Some of you might consider one of these following facts about Vivien Thomas really useful and interesting. As you know, Vivien Thomas was an African-American surgical-technician who developed the procedure used to treat blue baby syndrome in the 1940s. He was an assistant to surgeon Alfred Blalock in Blalock’s experimental animal laboratory at Vanderbilt University in Nashville, Tennessee, and later at the Johns Hopkins University in Baltimore, Maryland. Without any education past high school, Thomas rose above poverty and racism to become a cardiac surgery pioneer. To get to know more information about who he was, here are some facts about Vivien Thomas you might like to know.
Facts about Vivien Thomas 1: Working with Blalock
Thomas and Alfred Blalock did groundbreaking research into the causes of hemorrhagic and traumatic shock. This work later evolved into research on Crush syndrome and saved the lives of thousands of soldiers on the battlefields of Second World War. In hundreds of flawlessly executed experiments, the two disproved traditional theories which held that shock was caused by toxins in the blood.
Facts about Vivien Thomas 2: Decisive Surgery
On November 29, 1944, the procedure was first tried on an eighteen-month-old infant named Eileen Saxon. The blue baby syndrome had made her lips and fingers turn blue, with the rest of her skin having a very faint blue tinge. She could only take a few steps before beginning to breathe heavily.
Facts about Vivien Thomas 3: An Incomplete-successful Surgery
The surgery was not completely successful, though it did prolong the infant’s life for several more months. Blalock and his team operated again on an 11-year-old girl, this time with complete success, and the patient was able to leave the hospital three weeks after the surgery. Next, they operated upon a six-year-old boy, who dramatically regained his color at the end of the surgery.
Facts about Vivien Thomas 4: Relations with Blalock
Blalock’s approach to the issue of Thomas’s race was complicated and contradictory throughout their 34-year partnership. On the one hand, he defended his choice of Thomas to his superiors at Vanderbilt and to Hopkins colleagues, and he insisted that Thomas accompany him in the operating room during the first series of tetralogy operations. On the other hand, there were limits to his tolerance, especially when it came to issues of pay, academic acknowledgment, and his social interaction outside of work.
Facts about Vivien Thomas 5: Working at Johns Hopkins
By 1940, the work Blalock had done with Thomas placed him at the forefront of American surgery, and when he was offered the position of Chief of Surgery at his alma mater Johns Hopkins in 1941,he requested that Thomas accompany him.Thomas arrived in Baltimore with his family in June of that year,confronting a severe housing shortage and a level of racism worse than they had endured in Nashville.

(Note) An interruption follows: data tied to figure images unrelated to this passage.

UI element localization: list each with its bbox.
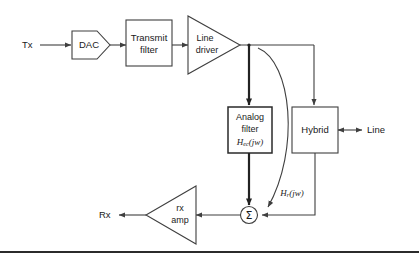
block-analog-filter-label-line1: Analog [236, 112, 264, 122]
block-rx-amp-label-line2: amp [171, 215, 189, 225]
block-line-driver-label-line2: driver [196, 45, 219, 55]
block-transmit-filter-label-line1: Transmit [131, 32, 168, 43]
analog-filter-formula-rest: (jw) [249, 137, 264, 147]
block-analog-filter-transfer-function: Hec(jw) [236, 137, 264, 148]
summing-junction-symbol: Σ [246, 209, 253, 222]
port-label-rx: Rx [99, 209, 111, 220]
block-transmit-filter-label-line2: filter [140, 44, 158, 55]
echo-path-transfer-function: Hr(jw) [279, 188, 303, 199]
block-rx-amp-label-line1: rx [176, 203, 184, 213]
block-dac-label: DAC [79, 39, 99, 50]
port-label-line: Line [367, 124, 385, 135]
block-diagram-svg: Tx DAC Transmit filter Line driver Analo… [0, 0, 419, 260]
port-label-tx: Tx [22, 39, 33, 50]
block-analog-filter-label-line2: filter [241, 124, 258, 134]
wire-hybrid-to-summer [262, 153, 315, 215]
block-diagram-canvas: Tx DAC Transmit filter Line driver Analo… [0, 0, 419, 260]
echo-path-formula-rest: (jw) [289, 188, 304, 198]
block-line-driver-label-line1: Line [196, 33, 213, 43]
footer-divider [0, 251, 419, 253]
block-hybrid-label: Hybrid [301, 124, 328, 135]
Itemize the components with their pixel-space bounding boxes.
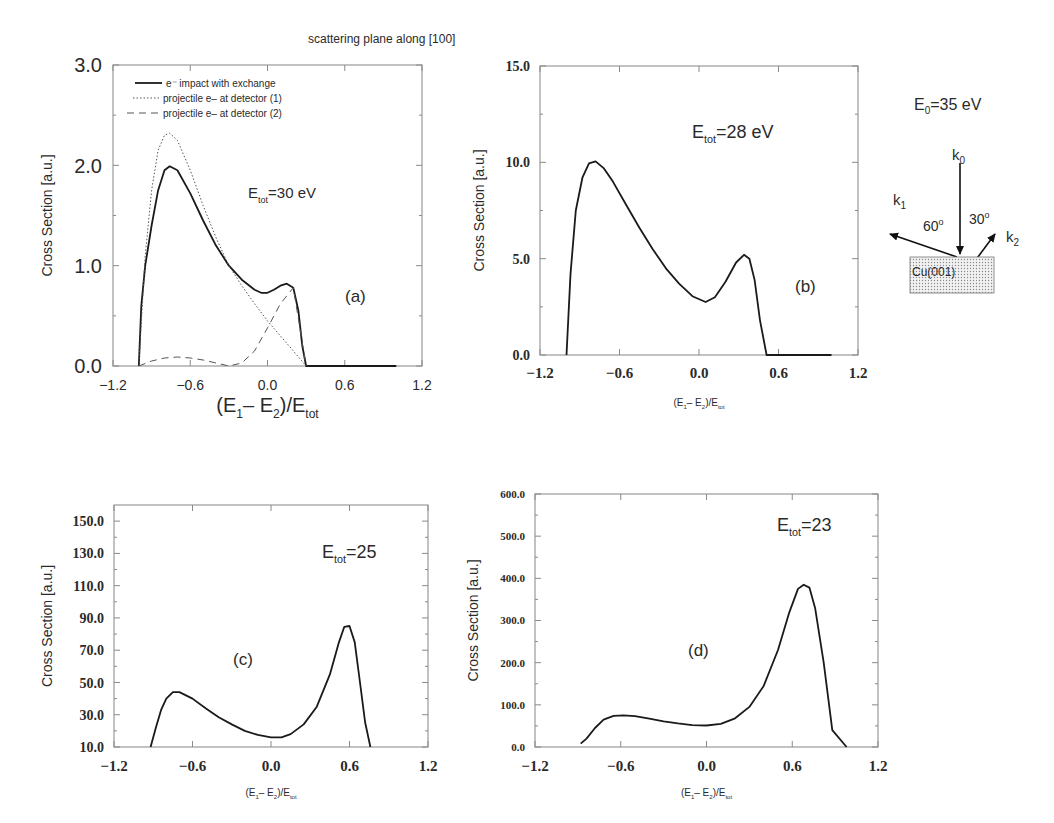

Facts about Vivien Thomas 6: Blue Baby Syndrome
In 1943, while pursuing his shock research, Blalock was approached by renowned pediatric cardiologist Dr. Helen Taussig, who was seeking a surgical solution to a complex and fatal four-part heart anomaly called Tetralogy of Fallot also known as Blue Baby Syndrome. In infants born with this defect, blood is shunted past the lungs, thus creating oxygen deprivation and a blue pallor.
Facts about Vivien Thomas 7: Automatic Implantable Defibrillator
After Blalock’s death from cancer in 1964 at the age of 65, Thomas stayed at Hopkins for 15 more years. In his role as director of Surgical Research Laboratories, he mentored a number of African-American lab technicians as well as Hopkins’ first black cardiac resident, Dr. Levi Watkins, Jr., whom Thomas assisted with his groundbreaking work in the use of the Automatic Implantable Defibrillator.
Facts about Vivien Thomas 8: Johns Hopkins School of Medicine
In July 2005, Johns Hopkins School of Medicine began the practice of splitting incoming first year students into four colleges, each named for famous Hopkins faculty members that had major impacts on the history of medicine. Thomas was chosen as one of the four, along with Helen Taussig, Florence Sabin and Daniel Nathans.
Facts about Vivien Thomas 9: Death and Book
Following his retirement in 1979, Thomas began work on an autobiography. He died on November 26, 1985, of pancreatic cancer, at age 75, and the book was published just days later. Having learned about Thomas on the day of his death, Washingtonian writer Katie McCabe brought his story to public attention for the first time in a 1989 article entitled “Like Something the Lord Made”.
Facts about Vivien Thomas 10: Legacy
Thomas’s legacy as an educator and scientist continued with the institution of the Vivien Thomas Young Investigator Awards, given by the Council on Cardiovascular Surgery and Anesthesiology beginning in 1996. In 1993, the Congressional Black Caucus Foundation instituted the Vivien Thomas Scholarship for Medical Science and Research sponsored by GlaxoSmith Kline.
Hope you found those Vivien Thomas facts really useful and interesting for your additional reading.